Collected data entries
<<<<
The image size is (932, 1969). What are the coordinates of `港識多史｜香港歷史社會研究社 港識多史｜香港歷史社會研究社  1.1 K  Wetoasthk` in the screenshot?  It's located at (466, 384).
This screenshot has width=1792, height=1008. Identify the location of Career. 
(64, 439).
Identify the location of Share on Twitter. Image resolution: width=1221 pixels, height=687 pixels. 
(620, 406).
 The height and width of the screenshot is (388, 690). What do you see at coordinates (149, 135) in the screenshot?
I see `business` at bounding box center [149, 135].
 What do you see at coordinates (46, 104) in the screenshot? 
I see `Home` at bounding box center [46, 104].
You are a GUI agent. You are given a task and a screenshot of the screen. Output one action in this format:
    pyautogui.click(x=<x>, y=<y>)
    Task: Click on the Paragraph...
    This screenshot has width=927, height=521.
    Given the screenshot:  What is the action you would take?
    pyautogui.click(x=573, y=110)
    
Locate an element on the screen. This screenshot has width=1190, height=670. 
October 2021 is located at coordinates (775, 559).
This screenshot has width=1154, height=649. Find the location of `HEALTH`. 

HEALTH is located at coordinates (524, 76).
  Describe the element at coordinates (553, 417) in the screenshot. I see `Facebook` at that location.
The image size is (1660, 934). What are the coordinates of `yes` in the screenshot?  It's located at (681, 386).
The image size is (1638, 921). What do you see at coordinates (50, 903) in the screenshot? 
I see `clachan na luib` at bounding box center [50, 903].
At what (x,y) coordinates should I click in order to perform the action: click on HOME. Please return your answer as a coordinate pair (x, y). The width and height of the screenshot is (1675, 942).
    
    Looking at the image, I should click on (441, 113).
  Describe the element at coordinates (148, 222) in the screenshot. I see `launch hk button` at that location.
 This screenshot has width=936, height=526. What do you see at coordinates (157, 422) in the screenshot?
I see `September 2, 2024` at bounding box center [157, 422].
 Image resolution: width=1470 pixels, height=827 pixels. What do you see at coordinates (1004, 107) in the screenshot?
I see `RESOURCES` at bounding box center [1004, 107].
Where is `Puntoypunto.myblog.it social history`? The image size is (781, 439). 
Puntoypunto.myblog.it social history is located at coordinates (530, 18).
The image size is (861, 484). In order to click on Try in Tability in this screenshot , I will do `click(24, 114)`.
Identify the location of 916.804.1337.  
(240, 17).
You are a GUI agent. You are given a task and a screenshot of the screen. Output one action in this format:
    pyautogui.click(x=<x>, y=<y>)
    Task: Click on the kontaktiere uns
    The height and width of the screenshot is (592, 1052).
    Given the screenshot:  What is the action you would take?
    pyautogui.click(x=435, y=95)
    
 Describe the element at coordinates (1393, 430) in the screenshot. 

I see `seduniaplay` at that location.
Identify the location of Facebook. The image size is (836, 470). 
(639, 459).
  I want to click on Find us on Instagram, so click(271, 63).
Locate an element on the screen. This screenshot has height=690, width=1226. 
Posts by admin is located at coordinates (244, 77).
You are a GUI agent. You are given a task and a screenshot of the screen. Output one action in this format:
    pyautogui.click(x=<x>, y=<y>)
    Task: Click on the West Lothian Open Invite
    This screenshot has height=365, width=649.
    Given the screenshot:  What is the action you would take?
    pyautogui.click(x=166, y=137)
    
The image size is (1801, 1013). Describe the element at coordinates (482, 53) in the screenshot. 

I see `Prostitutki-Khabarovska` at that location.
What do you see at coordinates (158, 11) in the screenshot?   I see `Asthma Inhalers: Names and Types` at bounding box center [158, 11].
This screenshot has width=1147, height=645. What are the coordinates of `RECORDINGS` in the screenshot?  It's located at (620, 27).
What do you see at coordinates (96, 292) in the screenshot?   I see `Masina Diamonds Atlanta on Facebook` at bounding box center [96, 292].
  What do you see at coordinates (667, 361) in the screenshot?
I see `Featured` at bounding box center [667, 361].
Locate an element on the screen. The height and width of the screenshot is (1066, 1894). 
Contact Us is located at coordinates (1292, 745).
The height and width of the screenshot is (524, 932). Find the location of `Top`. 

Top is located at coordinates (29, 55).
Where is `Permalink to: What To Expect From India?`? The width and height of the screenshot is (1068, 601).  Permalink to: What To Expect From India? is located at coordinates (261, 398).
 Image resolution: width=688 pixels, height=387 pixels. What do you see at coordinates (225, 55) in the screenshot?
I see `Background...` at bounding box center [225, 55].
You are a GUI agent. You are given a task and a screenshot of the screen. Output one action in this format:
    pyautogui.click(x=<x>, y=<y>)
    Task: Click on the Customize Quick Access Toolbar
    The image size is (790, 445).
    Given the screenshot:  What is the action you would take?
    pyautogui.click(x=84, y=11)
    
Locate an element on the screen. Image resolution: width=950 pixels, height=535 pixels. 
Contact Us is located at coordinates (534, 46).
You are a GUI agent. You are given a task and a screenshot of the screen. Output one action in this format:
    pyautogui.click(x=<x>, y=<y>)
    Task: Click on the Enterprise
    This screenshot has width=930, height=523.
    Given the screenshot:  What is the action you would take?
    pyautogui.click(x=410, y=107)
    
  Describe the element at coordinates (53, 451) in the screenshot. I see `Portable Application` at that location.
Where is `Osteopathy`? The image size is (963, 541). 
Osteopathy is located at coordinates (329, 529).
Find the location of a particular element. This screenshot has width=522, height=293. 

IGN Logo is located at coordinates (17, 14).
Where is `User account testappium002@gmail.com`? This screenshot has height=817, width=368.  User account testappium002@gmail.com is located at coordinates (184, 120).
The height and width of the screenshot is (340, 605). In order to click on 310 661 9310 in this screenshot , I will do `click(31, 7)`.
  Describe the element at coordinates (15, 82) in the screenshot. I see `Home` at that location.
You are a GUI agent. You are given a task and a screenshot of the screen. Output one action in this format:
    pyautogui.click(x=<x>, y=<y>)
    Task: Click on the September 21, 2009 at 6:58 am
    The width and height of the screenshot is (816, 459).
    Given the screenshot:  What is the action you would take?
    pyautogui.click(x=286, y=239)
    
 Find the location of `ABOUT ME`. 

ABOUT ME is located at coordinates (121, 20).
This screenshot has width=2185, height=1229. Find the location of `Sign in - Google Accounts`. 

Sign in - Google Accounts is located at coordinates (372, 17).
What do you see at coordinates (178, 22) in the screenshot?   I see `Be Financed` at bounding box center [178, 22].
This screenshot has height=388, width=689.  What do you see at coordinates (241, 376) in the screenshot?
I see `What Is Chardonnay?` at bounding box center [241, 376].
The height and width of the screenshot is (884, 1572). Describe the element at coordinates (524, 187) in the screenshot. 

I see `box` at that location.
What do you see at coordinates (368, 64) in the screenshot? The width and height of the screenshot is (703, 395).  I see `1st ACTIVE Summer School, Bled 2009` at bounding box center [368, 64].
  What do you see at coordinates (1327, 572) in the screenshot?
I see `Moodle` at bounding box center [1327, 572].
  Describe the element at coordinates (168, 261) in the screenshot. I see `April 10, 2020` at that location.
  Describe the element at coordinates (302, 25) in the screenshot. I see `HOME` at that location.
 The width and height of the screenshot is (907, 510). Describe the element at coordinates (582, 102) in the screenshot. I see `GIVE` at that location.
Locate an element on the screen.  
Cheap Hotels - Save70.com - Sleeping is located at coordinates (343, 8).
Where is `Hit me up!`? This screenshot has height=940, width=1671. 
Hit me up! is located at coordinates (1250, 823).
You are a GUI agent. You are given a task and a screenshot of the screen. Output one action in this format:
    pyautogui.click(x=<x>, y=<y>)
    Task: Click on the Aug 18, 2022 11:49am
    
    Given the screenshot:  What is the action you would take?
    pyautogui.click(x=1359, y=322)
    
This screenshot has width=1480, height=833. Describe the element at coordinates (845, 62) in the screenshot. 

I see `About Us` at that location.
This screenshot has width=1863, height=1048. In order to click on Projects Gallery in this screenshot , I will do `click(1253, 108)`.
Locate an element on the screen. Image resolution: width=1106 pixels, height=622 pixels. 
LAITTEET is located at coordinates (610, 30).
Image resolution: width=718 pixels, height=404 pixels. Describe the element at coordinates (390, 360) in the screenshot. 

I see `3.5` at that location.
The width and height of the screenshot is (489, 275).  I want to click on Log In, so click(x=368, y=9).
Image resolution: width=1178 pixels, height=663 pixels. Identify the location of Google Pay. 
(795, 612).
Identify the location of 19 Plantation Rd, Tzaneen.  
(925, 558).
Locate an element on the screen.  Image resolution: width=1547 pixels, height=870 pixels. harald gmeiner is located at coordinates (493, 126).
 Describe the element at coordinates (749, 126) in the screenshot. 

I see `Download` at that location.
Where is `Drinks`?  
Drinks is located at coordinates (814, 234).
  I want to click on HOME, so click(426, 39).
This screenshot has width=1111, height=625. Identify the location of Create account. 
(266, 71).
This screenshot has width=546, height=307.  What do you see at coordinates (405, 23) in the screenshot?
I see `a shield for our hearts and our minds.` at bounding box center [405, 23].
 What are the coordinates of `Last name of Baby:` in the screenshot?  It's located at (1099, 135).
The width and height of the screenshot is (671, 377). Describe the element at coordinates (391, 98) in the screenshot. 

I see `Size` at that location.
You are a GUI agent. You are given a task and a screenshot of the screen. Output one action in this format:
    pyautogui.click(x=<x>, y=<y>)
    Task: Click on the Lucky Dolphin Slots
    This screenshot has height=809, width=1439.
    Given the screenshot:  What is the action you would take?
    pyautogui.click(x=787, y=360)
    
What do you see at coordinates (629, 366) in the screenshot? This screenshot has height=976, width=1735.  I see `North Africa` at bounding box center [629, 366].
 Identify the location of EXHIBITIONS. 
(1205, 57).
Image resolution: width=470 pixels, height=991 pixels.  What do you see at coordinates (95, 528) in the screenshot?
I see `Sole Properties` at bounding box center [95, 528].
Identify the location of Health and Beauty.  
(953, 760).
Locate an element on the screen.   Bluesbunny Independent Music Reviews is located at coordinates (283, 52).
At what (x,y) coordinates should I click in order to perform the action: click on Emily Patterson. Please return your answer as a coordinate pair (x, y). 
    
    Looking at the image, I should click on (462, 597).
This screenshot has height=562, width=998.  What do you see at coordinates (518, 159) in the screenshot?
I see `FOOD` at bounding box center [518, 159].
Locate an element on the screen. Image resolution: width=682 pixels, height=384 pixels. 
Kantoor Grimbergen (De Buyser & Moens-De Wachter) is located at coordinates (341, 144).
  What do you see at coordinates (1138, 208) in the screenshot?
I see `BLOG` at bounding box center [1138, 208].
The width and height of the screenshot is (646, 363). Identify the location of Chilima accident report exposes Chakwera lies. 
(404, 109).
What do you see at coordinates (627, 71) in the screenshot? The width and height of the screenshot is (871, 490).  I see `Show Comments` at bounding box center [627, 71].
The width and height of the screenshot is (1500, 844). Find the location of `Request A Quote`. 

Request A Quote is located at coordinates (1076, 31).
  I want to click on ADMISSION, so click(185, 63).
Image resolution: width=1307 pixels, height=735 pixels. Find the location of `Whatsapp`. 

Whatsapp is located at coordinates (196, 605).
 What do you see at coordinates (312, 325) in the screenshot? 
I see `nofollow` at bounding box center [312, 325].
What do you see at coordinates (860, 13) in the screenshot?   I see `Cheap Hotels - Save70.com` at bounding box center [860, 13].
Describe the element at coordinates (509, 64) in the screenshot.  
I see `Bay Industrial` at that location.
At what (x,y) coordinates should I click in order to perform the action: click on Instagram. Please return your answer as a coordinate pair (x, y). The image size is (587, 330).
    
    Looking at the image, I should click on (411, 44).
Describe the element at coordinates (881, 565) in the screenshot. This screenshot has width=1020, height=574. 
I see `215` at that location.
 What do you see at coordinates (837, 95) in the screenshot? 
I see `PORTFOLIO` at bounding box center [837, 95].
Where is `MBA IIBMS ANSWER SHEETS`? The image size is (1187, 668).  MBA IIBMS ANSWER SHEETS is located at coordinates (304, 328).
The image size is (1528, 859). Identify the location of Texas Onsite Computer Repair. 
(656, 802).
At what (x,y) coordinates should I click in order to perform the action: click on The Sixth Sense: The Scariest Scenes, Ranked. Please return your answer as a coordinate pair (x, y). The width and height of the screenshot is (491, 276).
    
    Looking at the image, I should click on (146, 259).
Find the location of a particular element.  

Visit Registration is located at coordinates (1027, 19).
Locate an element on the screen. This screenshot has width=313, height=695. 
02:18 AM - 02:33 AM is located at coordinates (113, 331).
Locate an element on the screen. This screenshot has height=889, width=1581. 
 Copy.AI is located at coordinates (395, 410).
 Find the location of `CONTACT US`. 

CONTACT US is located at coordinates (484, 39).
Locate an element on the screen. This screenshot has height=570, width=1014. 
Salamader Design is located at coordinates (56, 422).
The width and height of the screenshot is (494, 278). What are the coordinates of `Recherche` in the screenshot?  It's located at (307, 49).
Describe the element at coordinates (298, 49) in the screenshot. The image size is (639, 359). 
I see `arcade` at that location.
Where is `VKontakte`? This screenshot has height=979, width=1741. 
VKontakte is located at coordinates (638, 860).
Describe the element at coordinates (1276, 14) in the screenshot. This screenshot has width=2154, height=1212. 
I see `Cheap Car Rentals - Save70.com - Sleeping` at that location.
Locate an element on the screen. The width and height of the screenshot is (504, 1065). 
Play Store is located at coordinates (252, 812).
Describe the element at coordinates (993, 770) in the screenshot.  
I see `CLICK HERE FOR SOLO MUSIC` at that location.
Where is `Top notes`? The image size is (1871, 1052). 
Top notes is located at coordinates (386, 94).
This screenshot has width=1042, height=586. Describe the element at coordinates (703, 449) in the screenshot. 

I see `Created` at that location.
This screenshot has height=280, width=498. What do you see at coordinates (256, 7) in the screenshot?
>>>>
* WHAT TO WORK ON *
Reprint the data above from the opening line to the line holding "This screenshot has width=927, height=521.", inclusive, and nothing else.

* WRITTEN RESPONSE *
The image size is (932, 1969). What are the coordinates of `港識多史｜香港歷史社會研究社 港識多史｜香港歷史社會研究社  1.1 K  Wetoasthk` in the screenshot?  It's located at (466, 384).
This screenshot has width=1792, height=1008. Identify the location of Career. 
(64, 439).
Identify the location of Share on Twitter. Image resolution: width=1221 pixels, height=687 pixels. 
(620, 406).
 The height and width of the screenshot is (388, 690). What do you see at coordinates (149, 135) in the screenshot?
I see `business` at bounding box center [149, 135].
 What do you see at coordinates (46, 104) in the screenshot? 
I see `Home` at bounding box center [46, 104].
You are a GUI agent. You are given a task and a screenshot of the screen. Output one action in this format:
    pyautogui.click(x=<x>, y=<y>)
    Task: Click on the Paragraph...
    This screenshot has width=927, height=521.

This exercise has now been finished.